An officer of the church who has the care of the utensils or movables, and of the church in general; a sexton.
An apartment in a church where the sacred utensils, vestments, etc., are kept; a vestry.
Sacred; inviolable.
Of or pertaining to both the sacrum and the hip; as, the sacrosciatic foramina formed by the sacrosciatic ligaments which connect the sacrum and the hip bone.
Of or pertaining to the sacrum and that part of the vertebral column immediately anterior to it; as, the sacrovertebral angle.
That part of the vertebral column which is directly connected with, or forms a part of, the pelvis.
A tribe of Indians, which, together with the Foxes, formerly occupied the region about Green Bay, Wisconsin.
To make sorrowful; to sadden.
Seasonal affective disorder.
A work in the Persian tongue, being a summary of the Zend-Avesta, or sacred books.

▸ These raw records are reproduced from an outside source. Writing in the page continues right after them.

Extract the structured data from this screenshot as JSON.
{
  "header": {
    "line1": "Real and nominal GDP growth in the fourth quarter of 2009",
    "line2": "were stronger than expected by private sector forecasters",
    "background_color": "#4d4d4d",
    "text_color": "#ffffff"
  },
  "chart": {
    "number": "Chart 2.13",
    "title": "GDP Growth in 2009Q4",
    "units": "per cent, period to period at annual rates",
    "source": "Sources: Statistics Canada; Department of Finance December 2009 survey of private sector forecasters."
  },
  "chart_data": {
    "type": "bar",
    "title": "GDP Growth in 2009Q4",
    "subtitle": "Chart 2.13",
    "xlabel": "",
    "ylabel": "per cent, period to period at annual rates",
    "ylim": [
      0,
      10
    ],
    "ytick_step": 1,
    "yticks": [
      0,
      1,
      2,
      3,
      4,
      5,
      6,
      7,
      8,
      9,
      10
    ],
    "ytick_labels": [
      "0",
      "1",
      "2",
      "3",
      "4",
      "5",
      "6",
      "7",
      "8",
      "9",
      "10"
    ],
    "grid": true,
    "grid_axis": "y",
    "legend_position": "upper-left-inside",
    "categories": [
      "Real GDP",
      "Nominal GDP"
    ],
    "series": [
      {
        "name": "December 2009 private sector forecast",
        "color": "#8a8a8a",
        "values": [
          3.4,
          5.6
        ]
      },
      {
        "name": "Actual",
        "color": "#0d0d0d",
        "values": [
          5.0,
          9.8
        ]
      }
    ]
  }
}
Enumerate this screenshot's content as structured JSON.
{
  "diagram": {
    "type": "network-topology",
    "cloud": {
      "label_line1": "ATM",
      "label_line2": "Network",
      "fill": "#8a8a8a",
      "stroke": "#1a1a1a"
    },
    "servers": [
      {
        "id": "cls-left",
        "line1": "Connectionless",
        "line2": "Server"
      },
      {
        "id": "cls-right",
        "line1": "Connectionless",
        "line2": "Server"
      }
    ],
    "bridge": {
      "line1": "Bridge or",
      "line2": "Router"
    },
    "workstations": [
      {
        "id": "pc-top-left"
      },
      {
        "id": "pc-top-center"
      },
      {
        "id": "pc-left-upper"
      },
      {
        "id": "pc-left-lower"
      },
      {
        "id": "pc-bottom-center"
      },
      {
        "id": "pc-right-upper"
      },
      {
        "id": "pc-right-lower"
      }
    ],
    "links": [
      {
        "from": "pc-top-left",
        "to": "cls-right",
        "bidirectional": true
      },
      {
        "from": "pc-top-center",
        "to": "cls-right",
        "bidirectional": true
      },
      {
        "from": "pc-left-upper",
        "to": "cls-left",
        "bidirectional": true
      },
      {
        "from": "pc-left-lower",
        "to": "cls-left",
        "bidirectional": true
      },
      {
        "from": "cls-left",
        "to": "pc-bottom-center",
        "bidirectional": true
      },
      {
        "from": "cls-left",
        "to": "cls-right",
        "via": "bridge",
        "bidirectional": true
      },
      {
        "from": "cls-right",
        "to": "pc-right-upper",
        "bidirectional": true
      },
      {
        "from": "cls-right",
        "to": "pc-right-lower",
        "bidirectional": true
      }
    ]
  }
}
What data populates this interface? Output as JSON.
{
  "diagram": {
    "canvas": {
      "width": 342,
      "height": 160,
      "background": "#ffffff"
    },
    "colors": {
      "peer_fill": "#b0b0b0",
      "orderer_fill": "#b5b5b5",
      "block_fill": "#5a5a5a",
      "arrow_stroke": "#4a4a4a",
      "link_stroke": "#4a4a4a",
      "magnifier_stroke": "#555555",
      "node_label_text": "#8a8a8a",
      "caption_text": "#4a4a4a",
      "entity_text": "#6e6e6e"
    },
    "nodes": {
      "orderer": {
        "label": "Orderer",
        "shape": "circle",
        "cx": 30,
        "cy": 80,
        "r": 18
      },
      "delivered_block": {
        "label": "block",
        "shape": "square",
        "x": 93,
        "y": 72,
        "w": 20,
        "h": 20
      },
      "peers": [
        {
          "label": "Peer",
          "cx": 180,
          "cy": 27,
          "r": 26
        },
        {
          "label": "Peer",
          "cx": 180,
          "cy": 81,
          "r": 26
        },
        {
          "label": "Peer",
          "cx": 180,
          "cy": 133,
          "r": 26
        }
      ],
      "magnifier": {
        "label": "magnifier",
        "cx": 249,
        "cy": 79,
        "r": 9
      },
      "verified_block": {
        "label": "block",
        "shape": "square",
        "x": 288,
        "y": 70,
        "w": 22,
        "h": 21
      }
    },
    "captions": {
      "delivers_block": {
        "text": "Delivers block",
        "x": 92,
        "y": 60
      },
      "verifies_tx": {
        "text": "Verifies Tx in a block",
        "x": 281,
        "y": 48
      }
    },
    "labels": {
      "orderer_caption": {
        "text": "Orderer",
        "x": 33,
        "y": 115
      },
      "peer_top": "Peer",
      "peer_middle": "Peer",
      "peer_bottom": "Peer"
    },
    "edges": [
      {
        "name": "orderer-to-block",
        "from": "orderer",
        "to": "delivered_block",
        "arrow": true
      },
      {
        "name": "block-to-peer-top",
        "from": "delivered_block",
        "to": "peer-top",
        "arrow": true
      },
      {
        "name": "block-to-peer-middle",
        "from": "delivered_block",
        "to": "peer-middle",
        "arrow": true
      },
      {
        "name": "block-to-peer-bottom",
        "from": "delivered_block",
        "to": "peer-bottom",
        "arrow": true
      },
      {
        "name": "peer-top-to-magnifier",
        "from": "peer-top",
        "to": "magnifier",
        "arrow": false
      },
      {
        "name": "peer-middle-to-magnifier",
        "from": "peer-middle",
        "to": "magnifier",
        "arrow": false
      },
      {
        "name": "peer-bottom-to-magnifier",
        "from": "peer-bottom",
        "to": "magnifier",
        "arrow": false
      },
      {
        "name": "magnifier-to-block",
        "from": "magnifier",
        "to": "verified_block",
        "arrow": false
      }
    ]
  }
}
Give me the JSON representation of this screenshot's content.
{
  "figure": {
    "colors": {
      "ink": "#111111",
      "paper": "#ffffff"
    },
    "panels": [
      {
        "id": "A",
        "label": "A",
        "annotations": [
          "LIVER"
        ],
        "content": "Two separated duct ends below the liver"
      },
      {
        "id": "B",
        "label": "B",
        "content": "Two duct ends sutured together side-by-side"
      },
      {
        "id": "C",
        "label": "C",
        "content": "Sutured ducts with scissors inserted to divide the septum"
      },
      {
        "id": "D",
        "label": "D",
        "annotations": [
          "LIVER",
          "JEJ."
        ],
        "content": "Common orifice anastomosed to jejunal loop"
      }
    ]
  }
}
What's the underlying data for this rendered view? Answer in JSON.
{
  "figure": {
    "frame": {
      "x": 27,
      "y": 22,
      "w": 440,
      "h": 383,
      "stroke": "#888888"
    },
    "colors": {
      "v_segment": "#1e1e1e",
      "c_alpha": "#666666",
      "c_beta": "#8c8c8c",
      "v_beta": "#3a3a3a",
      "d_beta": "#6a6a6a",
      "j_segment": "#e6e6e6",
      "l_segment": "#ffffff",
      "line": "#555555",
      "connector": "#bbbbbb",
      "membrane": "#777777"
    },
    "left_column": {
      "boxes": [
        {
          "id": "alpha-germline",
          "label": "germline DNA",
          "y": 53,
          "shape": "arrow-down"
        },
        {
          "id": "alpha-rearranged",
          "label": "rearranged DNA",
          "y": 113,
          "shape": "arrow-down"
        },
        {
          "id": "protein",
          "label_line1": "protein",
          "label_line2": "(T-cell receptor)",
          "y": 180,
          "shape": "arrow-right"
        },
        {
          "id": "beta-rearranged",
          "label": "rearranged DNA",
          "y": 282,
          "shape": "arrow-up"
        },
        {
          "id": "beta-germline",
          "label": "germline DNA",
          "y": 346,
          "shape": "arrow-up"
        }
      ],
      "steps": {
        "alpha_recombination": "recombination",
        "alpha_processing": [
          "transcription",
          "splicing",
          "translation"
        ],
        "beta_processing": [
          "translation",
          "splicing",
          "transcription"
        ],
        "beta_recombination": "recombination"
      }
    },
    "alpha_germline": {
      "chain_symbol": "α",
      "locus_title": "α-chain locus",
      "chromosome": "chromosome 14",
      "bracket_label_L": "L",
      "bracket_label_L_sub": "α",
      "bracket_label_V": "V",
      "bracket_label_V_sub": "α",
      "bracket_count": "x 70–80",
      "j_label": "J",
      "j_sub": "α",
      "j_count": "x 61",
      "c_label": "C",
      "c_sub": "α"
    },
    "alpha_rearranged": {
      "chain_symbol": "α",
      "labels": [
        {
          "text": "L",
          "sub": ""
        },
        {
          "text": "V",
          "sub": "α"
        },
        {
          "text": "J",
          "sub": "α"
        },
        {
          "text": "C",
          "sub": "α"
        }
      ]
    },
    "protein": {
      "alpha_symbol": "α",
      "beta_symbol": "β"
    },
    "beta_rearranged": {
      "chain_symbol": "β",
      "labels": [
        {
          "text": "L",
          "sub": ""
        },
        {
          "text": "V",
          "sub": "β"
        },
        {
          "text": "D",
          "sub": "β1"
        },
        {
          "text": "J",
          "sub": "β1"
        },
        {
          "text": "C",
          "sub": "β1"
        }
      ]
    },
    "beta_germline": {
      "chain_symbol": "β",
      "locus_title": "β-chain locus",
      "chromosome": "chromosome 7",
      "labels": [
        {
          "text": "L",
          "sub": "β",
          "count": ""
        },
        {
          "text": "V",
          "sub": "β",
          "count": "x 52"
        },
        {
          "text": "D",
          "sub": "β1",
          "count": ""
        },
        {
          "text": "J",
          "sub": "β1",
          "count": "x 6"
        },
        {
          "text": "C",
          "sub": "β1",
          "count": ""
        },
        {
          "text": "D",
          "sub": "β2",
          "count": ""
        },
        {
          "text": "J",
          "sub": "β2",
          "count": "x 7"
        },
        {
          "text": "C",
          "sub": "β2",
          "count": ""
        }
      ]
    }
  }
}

To become, or be made, sad.
Same as Sadda.
To put a saddle upon; to equip (a beast) for riding.
Having the outline of the upper part concave like the seat of a saddle.
Shaped like a saddle. Bent down at the sides so as to give the upper part a rounded form.
Anything saddle-backed; esp., a hill or ridge having a concave outline at the top.
Bags, usually of leather, united by straps or a band, formerly much used by horseback riders to carry small articles, one bag hanging on each side.